With its opening last May, the much anticipated B&B became Dore’s first business venture. In November 2004, the Extreme Team descended on Kingston to build a luxury home for Dore and her three daughters, who were living in a utility shed with no plumbing, electricity or water after their home burned earlier in the year. The bed-and-breakfast wing was the special project of EHM project leader, Ty Pennington. The Phoenix is now the only EHM project to be open to the public for overnight stays.

Some of the EHM stars have kept in touch with Dore, including Ed Sanders who filmed a follow-up last February, staying in the Log Room and enjoying a homemade breakfast. Pennington remembered the family in December with a Christmas card. The card, typically unconventional for the high-energy icon, showed Pennington and his girlfriend mugging for the camera underwater with a caption that reads: “Don’t get in over your head!” Dore plans to invite the couple to drop by for a weekend getaway.

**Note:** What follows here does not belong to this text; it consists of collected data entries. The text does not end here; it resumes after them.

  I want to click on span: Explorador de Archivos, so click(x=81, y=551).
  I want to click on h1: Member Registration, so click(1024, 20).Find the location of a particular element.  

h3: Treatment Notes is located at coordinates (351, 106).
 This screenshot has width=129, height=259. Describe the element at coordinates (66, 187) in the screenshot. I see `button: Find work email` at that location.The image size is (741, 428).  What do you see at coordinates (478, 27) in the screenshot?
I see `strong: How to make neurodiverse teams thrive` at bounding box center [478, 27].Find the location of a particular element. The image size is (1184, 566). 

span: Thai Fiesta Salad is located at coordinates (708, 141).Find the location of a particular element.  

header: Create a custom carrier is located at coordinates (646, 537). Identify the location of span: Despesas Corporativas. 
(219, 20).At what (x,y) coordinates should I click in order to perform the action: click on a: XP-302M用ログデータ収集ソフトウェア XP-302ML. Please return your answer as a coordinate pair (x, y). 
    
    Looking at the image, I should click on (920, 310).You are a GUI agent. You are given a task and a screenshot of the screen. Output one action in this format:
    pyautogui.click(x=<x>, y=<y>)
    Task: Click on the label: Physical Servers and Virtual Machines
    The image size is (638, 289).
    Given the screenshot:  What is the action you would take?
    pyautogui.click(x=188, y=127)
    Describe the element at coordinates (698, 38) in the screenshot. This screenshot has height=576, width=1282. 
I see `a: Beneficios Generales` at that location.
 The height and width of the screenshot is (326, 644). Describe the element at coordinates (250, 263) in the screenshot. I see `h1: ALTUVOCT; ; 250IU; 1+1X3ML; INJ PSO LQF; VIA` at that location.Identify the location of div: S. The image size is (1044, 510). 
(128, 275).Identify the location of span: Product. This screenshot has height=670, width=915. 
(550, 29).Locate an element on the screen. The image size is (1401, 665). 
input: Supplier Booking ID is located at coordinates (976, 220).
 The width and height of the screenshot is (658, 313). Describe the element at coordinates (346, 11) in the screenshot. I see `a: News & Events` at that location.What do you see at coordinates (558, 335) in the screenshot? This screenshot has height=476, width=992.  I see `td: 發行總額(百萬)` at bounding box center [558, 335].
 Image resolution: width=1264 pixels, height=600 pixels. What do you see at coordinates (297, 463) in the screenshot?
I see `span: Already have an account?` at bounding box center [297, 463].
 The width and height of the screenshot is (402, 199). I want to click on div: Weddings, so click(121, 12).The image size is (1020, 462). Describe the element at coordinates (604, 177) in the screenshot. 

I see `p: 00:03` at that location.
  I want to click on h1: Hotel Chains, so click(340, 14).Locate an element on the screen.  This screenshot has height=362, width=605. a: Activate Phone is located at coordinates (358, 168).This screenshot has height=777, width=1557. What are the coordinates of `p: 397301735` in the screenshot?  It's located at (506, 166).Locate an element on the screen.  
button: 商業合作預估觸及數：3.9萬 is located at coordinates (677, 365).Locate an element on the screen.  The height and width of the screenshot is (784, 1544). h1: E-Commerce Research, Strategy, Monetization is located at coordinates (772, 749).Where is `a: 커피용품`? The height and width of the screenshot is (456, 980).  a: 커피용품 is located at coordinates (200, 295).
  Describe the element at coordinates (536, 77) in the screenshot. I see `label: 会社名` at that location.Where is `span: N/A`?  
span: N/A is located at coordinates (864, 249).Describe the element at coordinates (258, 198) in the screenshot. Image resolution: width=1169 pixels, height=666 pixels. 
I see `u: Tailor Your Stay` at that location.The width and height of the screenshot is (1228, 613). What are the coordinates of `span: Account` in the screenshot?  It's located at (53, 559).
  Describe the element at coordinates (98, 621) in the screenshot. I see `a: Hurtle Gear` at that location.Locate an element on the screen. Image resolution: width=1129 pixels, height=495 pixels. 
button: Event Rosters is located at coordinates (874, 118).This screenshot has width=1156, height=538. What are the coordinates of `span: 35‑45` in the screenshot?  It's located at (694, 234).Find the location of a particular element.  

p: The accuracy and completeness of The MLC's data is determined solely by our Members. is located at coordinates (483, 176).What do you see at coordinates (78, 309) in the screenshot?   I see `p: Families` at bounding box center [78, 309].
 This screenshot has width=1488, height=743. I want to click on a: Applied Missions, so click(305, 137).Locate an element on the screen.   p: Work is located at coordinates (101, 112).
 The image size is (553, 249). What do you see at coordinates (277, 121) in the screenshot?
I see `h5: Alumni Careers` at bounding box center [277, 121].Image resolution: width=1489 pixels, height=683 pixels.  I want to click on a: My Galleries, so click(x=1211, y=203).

In consideration of guests who are fans of EHM, Dore is hoping to fill the foyer between the two rooms with collages of the home’s construction and pictures of the celebrities at work. The show aired in the United States on Jan. 9, 2005. It was shown a year later in Europe and has only recently been seen in Iraq.

“We’ve just had a couple e-mails from soldiers in Iraq,” noted Dore. “One of them wants to bring his bride here next December. We’ve heard from people as far away as Italy, England and Sweden.”

Rosanne isn’t the only member of the Dore family to launch a new career. Her daughter Sarah, 24, recently graduated from the American Musical and Dramatic Academy in Los Angeles. She reports that Sarah has had her first audition and is working on an independent film for the Los Angeles Film Festival. A AMDA scholarship was provided by Centex, builder of the Dore’s new home.

Back here in Kitsap County, Dore continues to be a local celebrity.

“I’m amazed at how people recognize us. It’s wonderful that they remember and come up to us,” said Dore. “I still can’t believe it. We’re the same family; we still get up early to feed the farm animals.”

Check out the Phoenix Bed and Breakfast online www.thephoenixbedandbreakfast.com.